Here's what's compelling to me about Jack's bio:

  • He has experience as a tester and a product owner.
  • He has regulated industry experience.
  • Working together? Oh my, I want to hear about that.
  • The flow metrics? You had me at flow.
  • His speaking experience is mostly internal, but “across the country” is quite promising.

You don't need a ton of speaking experience to create a compelling bio so the program committee can say yes.

Your Speaking Experience Helps the Committee Say Yes

As you iterate through your bio, be honest with yourself about your speaking experience.

If you have never delivered a session before now, start with a local conference or a meetup. And, don't tell the program committee you've never spoken before.

Everyone starts somewhere.

Could you start with a large international conference? You can. I recommend any of these formats:

  • An experience report
  • A lighting talk
  • A Pecha Kucha

In all three of these formats, you get to tell a story. The time for each session tends to be short—not more than 30 minutes.

Shorter sessions that include a story means the program committee isn't taking a huge risk when they accept you. You need to have a compelling story—and that's why you started with the people and their problems back in Frame the Proposal.

If you're new to speaking, I suggest you start with smaller audiences. You might start with local meetups or groups. Then, maybe regional conferences. You don't have to take years to build your speaking “resume” if you're willing to speak a lot.

As an example, when I started to speak, I spoke at several local meetups and also sent in proposals to smaller conferences. By the time the conferences accepted my proposals, I had spoken at a minimum of six or seven local meetups.

And, if you're sure that the program committee for a larger conference will take your compelling proposal for a talk or a workshop even if you don't have any speaking experience, go for it. I could be totally wrong.

Iterate on the Proposal and Where to Submit

I iterate on all pieces of the proposal all the time. I make the abstract and outcomes as compelling as I can make them for the people with the problems.

When I realize there's a whole other class of people with similar problems, I have a choice: create another abstract or use this one? I tend to narrow my focus, rather than broaden it, which means two proposals. I recommend you do the same.

And, I iterate on where to submit my proposals.

If I want to experiment with a new talk, I'll ask a local meetup if I can speak at a monthly meeting. You might also look for local conferences to practice your topic.
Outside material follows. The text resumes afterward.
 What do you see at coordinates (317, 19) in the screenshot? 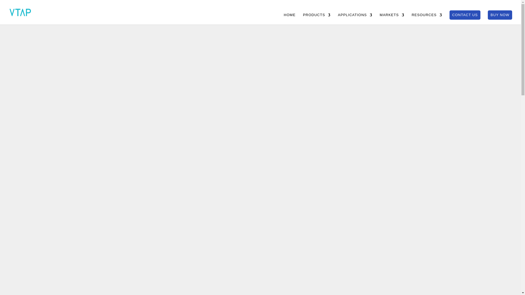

The more local the conference or the meetup, the more likely the program committee will accept you, assuming your proposal meets their needs. Once a larger conference accepts your proposal, you can use local meetups to practice. You'll gain feedback on your proposal (did it meet the promise of your abstract?), your bio, and your session.

Write This Down

As I iterate on my bio, I add it to the proposal document. I also add it as a separate file in my “Speaking” folder. I keep that folder on my hard drive and backed up in the cloud. You might decide to iterate over your bio the more you choose to speak.

If you also decide to write articles you might need a slightly different bio that emphasizes your writing accomplishments. I have found that the more I write, the more people seek out my presentations. And, the more I speak, the more people want to read my work.

  1. Write out the four or five lines of your bio. I encourage you to try my template, but you can use any approach as long as you highlight your expertise, authority, and credibility.
  2. Write out your speaking experience.
  3. Based on your expertise, authority, and credibility, what three conferences will you propose this session to? If you want to make a larger list, that's great. You need a minimum of three conferences or meetups.

You've got everything except the title now. It's time to explore titles.

The entire series:

(Update: I wrote a book, Write a Conference Proposal the Conference Wants and Accepts that incorporates this and all the other conference proposal posts.)